Steam Bending Toboggans and Snowshoes

Steam Bending Toboggans and Snowshoes

Over years of assisting my father in ripping, cutting, planing, tapering, and finally…bending hardwood, it's safe to say that I've picked up a few things about the craft. However, as a science and math guy, my employees and I have recently applied a little more data collection and observation analysis to the process in an attempt to gain a better understanding of achieving success in yield, and to perhaps push the limits a bit. There are days when a piece of oak or ash just doesn't want to cooperate, but more often than not, we can make wood turn and twist and bend into shapes that make the 6th-grade class oooh and aaah during their field trip visit to our toboggan shop. 

Just as I'm learning from my mentor, he learned from his, and so on up the chain. In fact, my research credits a German cabinet maker, Michael Thonet, as the inventor of the steam bending process during the 19th century. His patented steam bending process was used to make wooden chairs with curved backs and legs, an important innovation that is on a long list of significant advancements in materials technology occurring during that time period in human history (see Thonet's Biography). Steam bending became popular in the US in the late 1890s, driven by the expansion of automobile carriages made from the prolific lumber in the midwestern US.

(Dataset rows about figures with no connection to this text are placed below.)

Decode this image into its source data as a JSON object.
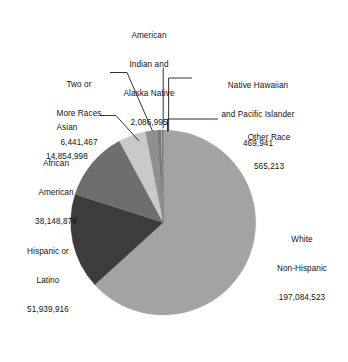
{
  "chart_data": {
    "type": "pie",
    "title": "",
    "subtitle": "",
    "xlabel": "",
    "ylabel": "",
    "legend_position": "none",
    "grid": false,
    "labels_outside": true,
    "leader_lines": true,
    "total": 311602029,
    "categories": [
      "White Non-Hispanic",
      "Hispanic or Latino",
      "African American",
      "Asian",
      "Two or More Races",
      "American Indian and Alaska Native",
      "Other Race",
      "Native Hawaiian and Pacific Islander"
    ],
    "values": [
      197084523,
      51939916,
      38148876,
      14854998,
      6441467,
      2086995,
      565213,
      469941
    ],
    "value_labels": [
      "197,084,523",
      "51,939,916",
      "38,148,876",
      "14,854,998",
      "6,441,467",
      "2,086,995",
      "565,213",
      "469,941"
    ],
    "percentages": [
      63.25,
      16.67,
      12.24,
      4.77,
      2.07,
      0.67,
      0.18,
      0.15
    ],
    "slice_colors": [
      "#a3a3a3",
      "#3c3c3c",
      "#6e6e6e",
      "#c9c9c9",
      "#8f8f8f",
      "#787878",
      "#b5b5b5",
      "#5a5a5a"
    ]
  },
  "slices": [
    {
      "key": "white",
      "name_lines": [
        "White",
        "Non-Hispanic"
      ],
      "value": "197,084,523",
      "color": "#a3a3a3"
    },
    {
      "key": "hispanic",
      "name_lines": [
        "Hispanic or",
        "Latino"
      ],
      "value": "51,939,916",
      "color": "#3c3c3c"
    },
    {
      "key": "african-american",
      "name_lines": [
        "African",
        "American"
      ],
      "value": "38,148,876",
      "color": "#6e6e6e"
    },
    {
      "key": "asian",
      "name_lines": [
        "Asian"
      ],
      "value": "14,854,998",
      "color": "#c9c9c9"
    },
    {
      "key": "two-or-more-races",
      "name_lines": [
        "Two or",
        "More Races"
      ],
      "value": "6,441,467",
      "color": "#8f8f8f"
    },
    {
      "key": "american-indian",
      "name_lines": [
        "American",
        "Indian and",
        "Alaska Native"
      ],
      "value": "2,086,995",
      "color": "#787878"
    },
    {
      "key": "other-race",
      "name_lines": [
        "Other Race"
      ],
      "value": "565,213",
      "color": "#b5b5b5"
    },
    {
      "key": "native-hawaiian",
      "name_lines": [
        "Native Hawaiian",
        "and Pacific Islander"
      ],
      "value": "469,941",
      "color": "#5a5a5a"
    }
  ],
  "labels": {
    "american_indian": {
      "l1": "American",
      "l2": "Indian and",
      "l3": "Alaska Native",
      "value": "2,086,995"
    },
    "native_hawaiian": {
      "l1": "Native Hawaiian",
      "l2": "and Pacific Islander",
      "value": "469,941"
    },
    "other_race": {
      "l1": "Other Race",
      "value": "565,213"
    },
    "two_or_more": {
      "l1": "Two or",
      "l2": "More Races",
      "value": "6,441,467"
    },
    "asian": {
      "l1": "Asian",
      "value": "14,854,998"
    },
    "african_american": {
      "l1": "African",
      "l2": "American",
      "value": "38,148,876"
    },
    "hispanic": {
      "l1": "Hispanic or",
      "l2": "Latino",
      "value": "51,939,916"
    },
    "white": {
      "l1": "White",
      "l2": "Non-Hispanic",
      "value": "197,084,523"
    }
  },
  "style": {
    "background": "#ffffff",
    "text_color": "#121212",
    "leader_line_color": "#1c1c1c"
  }
}
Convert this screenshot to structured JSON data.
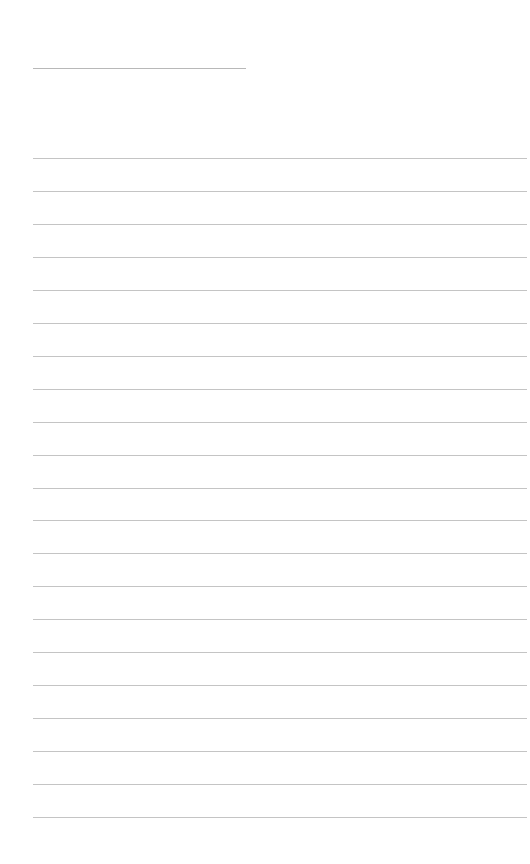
{
  "page": {
    "type": "blank-lined-sheet",
    "title_line": {
      "x": 33,
      "y": 68,
      "width": 213,
      "text": ""
    },
    "rules": {
      "count": 21,
      "start_y": 158,
      "spacing": 32.95,
      "x": 33,
      "width": 494,
      "color": "#c4c4c4"
    },
    "background_color": "#ffffff"
  }
}
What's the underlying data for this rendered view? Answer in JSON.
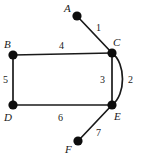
{
  "diagram": {
    "colors": {
      "stroke": "#1a1a1a",
      "vertex_fill": "#0d0d0d",
      "background": "#ffffff",
      "text": "#1a1a1a"
    },
    "vertices": [
      {
        "id": "A",
        "label": "A",
        "x": 77,
        "y": 16,
        "label_x": 64,
        "label_y": 12
      },
      {
        "id": "B",
        "label": "B",
        "x": 13,
        "y": 55,
        "label_x": 4,
        "label_y": 48
      },
      {
        "id": "C",
        "label": "C",
        "x": 112,
        "y": 53,
        "label_x": 113,
        "label_y": 46
      },
      {
        "id": "D",
        "label": "D",
        "x": 13,
        "y": 105,
        "label_x": 4,
        "label_y": 121
      },
      {
        "id": "E",
        "label": "E",
        "x": 112,
        "y": 105,
        "label_x": 114,
        "label_y": 120
      },
      {
        "id": "F",
        "label": "F",
        "x": 78,
        "y": 141,
        "label_x": 65,
        "label_y": 153
      }
    ],
    "edges": [
      {
        "id": "e1",
        "label": "1",
        "from": "A",
        "to": "C",
        "shape": "line",
        "label_x": 96,
        "label_y": 31
      },
      {
        "id": "e2",
        "label": "2",
        "from": "C",
        "to": "E",
        "shape": "arc",
        "label_x": 128,
        "label_y": 83
      },
      {
        "id": "e3",
        "label": "3",
        "from": "C",
        "to": "E",
        "shape": "line",
        "label_x": 100,
        "label_y": 83
      },
      {
        "id": "e4",
        "label": "4",
        "from": "B",
        "to": "C",
        "shape": "line",
        "label_x": 59,
        "label_y": 49
      },
      {
        "id": "e5",
        "label": "5",
        "from": "B",
        "to": "D",
        "shape": "line",
        "label_x": 3,
        "label_y": 83
      },
      {
        "id": "e6",
        "label": "6",
        "from": "D",
        "to": "E",
        "shape": "line",
        "label_x": 58,
        "label_y": 121
      },
      {
        "id": "e7",
        "label": "7",
        "from": "E",
        "to": "F",
        "shape": "line",
        "label_x": 96,
        "label_y": 136
      }
    ]
  }
}
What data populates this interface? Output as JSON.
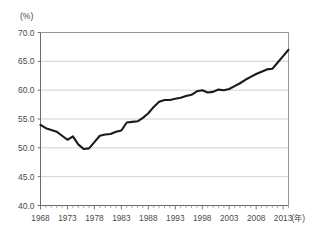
{
  "chart_data": {
    "type": "line",
    "title": "",
    "subtitle": "",
    "xlabel": "(年)",
    "ylabel": "(%)",
    "unit_y": "(%)",
    "unit_x": "(年)",
    "grid": true,
    "legend": "none",
    "ylim": [
      40.0,
      70.0
    ],
    "xlim": [
      1968,
      2014
    ],
    "ytick_labels": [
      "70.0",
      "65.0",
      "60.0",
      "55.0",
      "50.0",
      "45.0",
      "40.0"
    ],
    "ytick_values": [
      70.0,
      65.0,
      60.0,
      55.0,
      50.0,
      45.0,
      40.0
    ],
    "xtick_labels": [
      "1968",
      "1973",
      "1978",
      "1983",
      "1988",
      "1993",
      "1998",
      "2003",
      "2008",
      "2013"
    ],
    "xtick_values": [
      1968,
      1973,
      1978,
      1983,
      1988,
      1993,
      1998,
      2003,
      2008,
      2013
    ],
    "series": [
      {
        "name": "series-1",
        "color": "#1a1a1a",
        "x": [
          1968,
          1969,
          1970,
          1971,
          1972,
          1973,
          1974,
          1975,
          1976,
          1977,
          1978,
          1979,
          1980,
          1981,
          1982,
          1983,
          1984,
          1985,
          1986,
          1987,
          1988,
          1989,
          1990,
          1991,
          1992,
          1993,
          1994,
          1995,
          1996,
          1997,
          1998,
          1999,
          2000,
          2001,
          2002,
          2003,
          2004,
          2005,
          2006,
          2007,
          2008,
          2009,
          2010,
          2011,
          2012,
          2013,
          2014
        ],
        "values": [
          54.0,
          53.4,
          53.1,
          52.8,
          52.1,
          51.4,
          52.0,
          50.6,
          49.8,
          49.9,
          51.0,
          52.1,
          52.3,
          52.4,
          52.8,
          53.0,
          54.4,
          54.5,
          54.6,
          55.2,
          56.0,
          57.1,
          58.0,
          58.3,
          58.3,
          58.5,
          58.7,
          59.0,
          59.2,
          59.8,
          60.0,
          59.6,
          59.7,
          60.1,
          60.0,
          60.2,
          60.7,
          61.2,
          61.8,
          62.3,
          62.8,
          63.2,
          63.6,
          63.7,
          64.8,
          65.9,
          67.0
        ]
      }
    ]
  },
  "axes": {
    "y_unit_label": "(%)",
    "x_unit_label": "(年)"
  }
}
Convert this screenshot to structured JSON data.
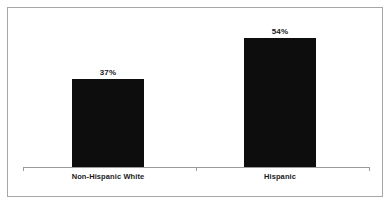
{
  "chart_data": {
    "type": "bar",
    "title": "",
    "subtitle": "",
    "xlabel": "",
    "ylabel": "",
    "categories": [
      "Non-Hispanic White",
      "Hispanic"
    ],
    "values": [
      37,
      54
    ],
    "value_labels": [
      "37%",
      "54%"
    ],
    "ylim": [
      0,
      100
    ],
    "unit": "%",
    "grid": false,
    "legend": false,
    "legend_position": "none",
    "orientation": "vertical",
    "bar_color": "#0d0d0d",
    "axis_color": "#9b9b9b",
    "border_color": "#a6a6a6",
    "background_color": "#ffffff",
    "text_color": "#1a1a1a",
    "series": [
      {
        "name": "",
        "values": [
          37,
          54
        ],
        "labels": [
          "37%",
          "54%"
        ]
      }
    ]
  }
}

Although the employees here at NTCo wear shoes (unlike the low-wage workers in Figure 2), the process hasn't evolved much more than Thone's practices. Factors that impact steam bending success are many, but here are a few that I know are important: The species, grain of the cut, the thickness of the board, the drying process of the wood prior to steam bending, the intensity of the steam, the length of time in the steamer, the “feel” of the wood bending while pressure is applied, ambient conditions such as pressure and humidity…and others I may not even be aware of. Watching toboggan boards and snowshoe frames bend before my eyes are still fascinating to this day. The anticipation of the bend, the hopefulness of not hearing a cracking sound, and the carrying on of a traditional yet important craft.